7. Strategic Options
At the next meeting, the management team offered a number of suggestions. a. Khalil Mahmoud Garments' merchandise manager suggested that the factory should only work with fast-fashion brand buyers. Assigning available assembly line operators to such clients would materialize higher profits swiftly. However, the production manager argued that abandoning buyers who order basic tees in larger quantities would destabilize the production cycle, as economy of scales would not be exploited and labor efficiency will remain low for particular styles. Fast-fashion orders fluctuate and can cause idle time on machinery when order sizes get very low. b. Another suggestion made by the production manager was to outsource low-cost orders to local cut-make-trim (CMT) garment organizations. However, poor workplace and social compliance records of local CMT producers could put the company at risk of being penalized by foreign buyers. However, this option has a lot of potential to save costs. c. The manager of HR suggested offering full-time permanent employment opportunities to an optimal number of assembly line operators and providing them with continuous training on the latest operational techniques, quality issues, and workplace and environmental issues. This option was quite expensive; however, successful transformation could attract long-term benefits and strengthen the company's reputation. This option also triggered the idea in Khalil Mahmoud's mind that if he invests in expanding the factory and hiring more permanent employees, Khalil Mahmoud Garments could also start its own brand to serve the local Pakistani market, especially during export slow-down phase.
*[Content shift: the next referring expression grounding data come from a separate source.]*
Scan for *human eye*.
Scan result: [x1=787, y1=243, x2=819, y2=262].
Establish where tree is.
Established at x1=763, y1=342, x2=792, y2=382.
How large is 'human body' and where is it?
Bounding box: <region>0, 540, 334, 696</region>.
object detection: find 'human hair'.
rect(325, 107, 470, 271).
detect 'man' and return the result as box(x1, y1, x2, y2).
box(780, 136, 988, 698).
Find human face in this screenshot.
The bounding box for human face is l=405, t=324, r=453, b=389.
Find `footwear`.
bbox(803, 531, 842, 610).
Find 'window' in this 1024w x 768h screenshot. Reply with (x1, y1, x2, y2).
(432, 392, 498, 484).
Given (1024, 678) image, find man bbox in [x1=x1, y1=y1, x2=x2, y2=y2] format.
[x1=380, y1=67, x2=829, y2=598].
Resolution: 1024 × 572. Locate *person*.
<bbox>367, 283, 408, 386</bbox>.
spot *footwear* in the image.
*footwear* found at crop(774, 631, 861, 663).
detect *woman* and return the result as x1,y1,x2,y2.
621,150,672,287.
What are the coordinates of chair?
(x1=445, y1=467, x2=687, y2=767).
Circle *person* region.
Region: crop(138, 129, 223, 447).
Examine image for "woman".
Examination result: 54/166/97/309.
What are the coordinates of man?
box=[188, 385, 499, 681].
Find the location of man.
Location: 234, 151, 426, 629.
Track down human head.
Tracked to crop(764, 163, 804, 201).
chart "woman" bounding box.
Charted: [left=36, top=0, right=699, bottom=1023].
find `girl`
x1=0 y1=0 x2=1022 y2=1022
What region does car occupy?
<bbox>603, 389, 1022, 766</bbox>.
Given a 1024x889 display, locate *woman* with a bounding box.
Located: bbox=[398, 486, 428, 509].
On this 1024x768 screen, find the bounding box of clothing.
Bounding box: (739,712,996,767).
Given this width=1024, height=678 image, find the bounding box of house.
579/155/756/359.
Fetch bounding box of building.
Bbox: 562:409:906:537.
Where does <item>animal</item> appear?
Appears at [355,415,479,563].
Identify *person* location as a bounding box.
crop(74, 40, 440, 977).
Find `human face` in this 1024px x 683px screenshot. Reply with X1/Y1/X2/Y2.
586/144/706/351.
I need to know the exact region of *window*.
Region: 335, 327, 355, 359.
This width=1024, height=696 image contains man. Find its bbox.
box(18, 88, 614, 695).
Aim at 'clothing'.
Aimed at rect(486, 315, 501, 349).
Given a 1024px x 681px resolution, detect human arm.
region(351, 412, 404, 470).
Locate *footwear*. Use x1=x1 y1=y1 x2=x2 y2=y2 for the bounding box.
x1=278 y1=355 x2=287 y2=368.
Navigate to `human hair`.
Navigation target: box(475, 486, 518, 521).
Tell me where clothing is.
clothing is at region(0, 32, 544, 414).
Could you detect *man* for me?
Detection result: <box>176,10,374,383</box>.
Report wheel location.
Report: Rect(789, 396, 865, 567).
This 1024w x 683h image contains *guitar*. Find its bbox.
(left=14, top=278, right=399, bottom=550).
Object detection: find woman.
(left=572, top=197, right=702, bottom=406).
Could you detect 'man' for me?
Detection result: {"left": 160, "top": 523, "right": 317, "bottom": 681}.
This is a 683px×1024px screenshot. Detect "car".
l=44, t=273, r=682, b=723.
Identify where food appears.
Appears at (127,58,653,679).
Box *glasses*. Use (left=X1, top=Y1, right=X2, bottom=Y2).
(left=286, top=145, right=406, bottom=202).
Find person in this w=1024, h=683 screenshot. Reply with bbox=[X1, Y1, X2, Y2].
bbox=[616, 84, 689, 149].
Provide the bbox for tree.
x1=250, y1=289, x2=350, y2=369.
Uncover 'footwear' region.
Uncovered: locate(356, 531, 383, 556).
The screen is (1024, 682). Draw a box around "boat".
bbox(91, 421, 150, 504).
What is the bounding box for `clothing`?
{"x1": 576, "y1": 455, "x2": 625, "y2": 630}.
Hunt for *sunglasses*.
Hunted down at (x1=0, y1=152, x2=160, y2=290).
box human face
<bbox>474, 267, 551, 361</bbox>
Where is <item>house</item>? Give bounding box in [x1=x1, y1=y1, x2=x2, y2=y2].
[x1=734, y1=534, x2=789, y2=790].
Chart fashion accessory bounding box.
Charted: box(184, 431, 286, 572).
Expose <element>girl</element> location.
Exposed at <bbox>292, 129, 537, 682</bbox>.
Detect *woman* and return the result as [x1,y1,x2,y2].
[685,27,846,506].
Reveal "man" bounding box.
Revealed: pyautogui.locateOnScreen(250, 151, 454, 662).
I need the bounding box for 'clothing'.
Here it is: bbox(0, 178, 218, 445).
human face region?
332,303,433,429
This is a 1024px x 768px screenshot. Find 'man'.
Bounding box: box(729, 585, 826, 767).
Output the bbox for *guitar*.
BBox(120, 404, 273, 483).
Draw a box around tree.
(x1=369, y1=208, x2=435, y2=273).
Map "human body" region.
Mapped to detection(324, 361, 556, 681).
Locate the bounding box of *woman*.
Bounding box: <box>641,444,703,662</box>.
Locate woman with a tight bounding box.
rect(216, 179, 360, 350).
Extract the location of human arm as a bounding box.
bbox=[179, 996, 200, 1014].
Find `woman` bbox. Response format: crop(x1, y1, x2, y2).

With competition from China, Bangladesh, Vietnam, India, and Cambodia, Khalil Mahmoud Garments needs to go beyond lean and agile, and adopt and maintain the latest social compliance standards to benefit from ever-increasing garment markets.
Discussion Questions
1. What factors have led Khalil Mahmoud Garments to experience less flexibility in handling more orders?
2. What are the implications of outsourcing production to CMT? What can the company do to mitigate the risks arising from outsourcing?
3. Which market type can help Khalil Mahmoud Garments remain competitive and why: lean, agile, or a combination of the twoleagile?
4. Propose what other possibilities Khalil Mahmoud Garments could incorporate to strengthen its supply position in the competitive market.